During the ride, Froma had told Alex to ask the old man if he remembered the name of the
betrayer
. I myself was feeling so overwhelmed with the discovery of the Szedlak house that it hadn’t occurred to me to ask. I couldn’t imagine discovering anything else; it had felt like enough. But Alex, who was, I could tell, deeply affected emotionally by what was happening, was as eager to pursue this tack as Froma was. He talked for a while with Prokopiv, who shook his head sadly.
He doesn’t know who betrayed them, Alex said as we drove the short way from the neighborhood of the Dom Katolicki to the Rynek, where the little gold-domed Ukrainian church stood, fifty paces from the house where my grandfather was born. Alex added, He says maybe
then
he knew. Yes, back then, people knew…. But it’s such a long time.

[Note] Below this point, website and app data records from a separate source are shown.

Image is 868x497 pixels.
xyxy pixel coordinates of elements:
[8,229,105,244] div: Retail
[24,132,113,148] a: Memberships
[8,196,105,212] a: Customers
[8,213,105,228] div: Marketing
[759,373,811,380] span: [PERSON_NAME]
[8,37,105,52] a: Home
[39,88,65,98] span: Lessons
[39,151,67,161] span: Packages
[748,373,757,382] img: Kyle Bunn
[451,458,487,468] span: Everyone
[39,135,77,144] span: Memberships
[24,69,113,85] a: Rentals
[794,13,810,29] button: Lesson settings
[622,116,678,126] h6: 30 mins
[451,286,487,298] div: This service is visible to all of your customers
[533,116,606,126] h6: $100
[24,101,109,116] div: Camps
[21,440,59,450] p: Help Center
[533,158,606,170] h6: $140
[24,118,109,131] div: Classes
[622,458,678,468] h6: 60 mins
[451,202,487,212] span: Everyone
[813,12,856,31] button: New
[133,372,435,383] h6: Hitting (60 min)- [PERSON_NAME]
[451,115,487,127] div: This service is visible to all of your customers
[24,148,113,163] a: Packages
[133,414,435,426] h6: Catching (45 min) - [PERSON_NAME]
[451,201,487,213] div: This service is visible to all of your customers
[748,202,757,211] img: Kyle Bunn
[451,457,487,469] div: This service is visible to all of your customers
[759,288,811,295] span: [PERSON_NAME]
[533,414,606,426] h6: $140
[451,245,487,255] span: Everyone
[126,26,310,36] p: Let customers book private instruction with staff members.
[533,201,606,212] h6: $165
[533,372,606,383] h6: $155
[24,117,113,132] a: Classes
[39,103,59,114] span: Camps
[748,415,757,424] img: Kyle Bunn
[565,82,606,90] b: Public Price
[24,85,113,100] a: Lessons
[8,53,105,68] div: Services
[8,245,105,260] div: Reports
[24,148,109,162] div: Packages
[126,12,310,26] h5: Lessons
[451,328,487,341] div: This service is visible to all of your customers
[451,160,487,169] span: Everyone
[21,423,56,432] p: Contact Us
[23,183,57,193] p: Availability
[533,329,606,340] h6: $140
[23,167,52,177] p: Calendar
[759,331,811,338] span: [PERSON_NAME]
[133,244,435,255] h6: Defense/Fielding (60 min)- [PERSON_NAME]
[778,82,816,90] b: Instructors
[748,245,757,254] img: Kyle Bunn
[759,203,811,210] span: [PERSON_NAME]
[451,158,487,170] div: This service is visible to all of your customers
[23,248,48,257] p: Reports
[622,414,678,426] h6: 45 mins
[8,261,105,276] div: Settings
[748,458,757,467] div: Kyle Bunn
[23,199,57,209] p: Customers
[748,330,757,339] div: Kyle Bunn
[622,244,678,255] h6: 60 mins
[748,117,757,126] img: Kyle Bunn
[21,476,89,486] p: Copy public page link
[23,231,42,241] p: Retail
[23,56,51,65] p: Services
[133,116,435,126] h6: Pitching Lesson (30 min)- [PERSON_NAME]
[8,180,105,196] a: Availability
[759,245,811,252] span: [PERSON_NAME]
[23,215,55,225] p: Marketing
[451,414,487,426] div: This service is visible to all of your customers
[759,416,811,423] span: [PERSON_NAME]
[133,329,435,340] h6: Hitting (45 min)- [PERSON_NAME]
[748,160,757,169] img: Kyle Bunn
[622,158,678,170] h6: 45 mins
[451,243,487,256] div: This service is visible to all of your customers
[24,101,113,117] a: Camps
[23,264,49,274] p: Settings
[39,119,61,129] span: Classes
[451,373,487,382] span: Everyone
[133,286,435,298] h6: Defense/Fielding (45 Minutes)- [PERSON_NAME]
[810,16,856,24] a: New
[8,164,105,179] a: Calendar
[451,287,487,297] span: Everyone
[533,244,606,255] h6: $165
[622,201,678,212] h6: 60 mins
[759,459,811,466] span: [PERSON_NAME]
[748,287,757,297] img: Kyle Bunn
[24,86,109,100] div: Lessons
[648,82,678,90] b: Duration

The thought that perhaps Prokopiv was protecting someone flashed briefly through my mind, and when Froma spoke I knew she was thinking the same thing. She said, Everything that happened, happened because someone, an individual, made a decision. She and I had talked about this a
great deal over the years. In Ponar she had expounded on a thought she’d framed before and would frame again: that the Holocaust is so big, the scale of it is so gigantic, so enormous, that it becomes easy to think of it as something mechanical. Anonymous. But everything that happened, happened because someone made a decision. To pull a trigger, to flip a switch, to close a cattle car door, to hide, to betray. It was with this consideration in mind—which to the record of historical facts, to the catalog of things that happened and could be witnessed, adds the invisible dimension of morality, of
judging
what happened—that she had asked
Who was the betrayer?
and had wondered, as I briefly had, whether Prokopiv’s inability to come up with a name that everyone had once known was the result of a moral decision of his own just then, perhaps a decision not to bring judgment down today on some ill and ancient neighbor, rather than the inevitable consequence of the passage of so many years.
We drove back to the Szedlak house. Prokopiv had told us that there had once been a nice veranda at the front. There was no veranda now. The house presented its long side to the quiet street, a blank stucco expanse punctuated by three modest windows. It looked inscrutable. The door, it seemed, was on the far side, which you reached by going through a chain-link gate and up a little walkway into a courtyard. Toward the back of the courtyard was a little outbuilding, its sloping roof made of the same corrugated metal that the house was covered with. It had a door and a little window. I looked at it and thought, Too obvious. In the walkway that led from the street to the courtyard, two dogs, a little black terrier and a big German shepherd, lay looking up at us. They did not look particularly friendly.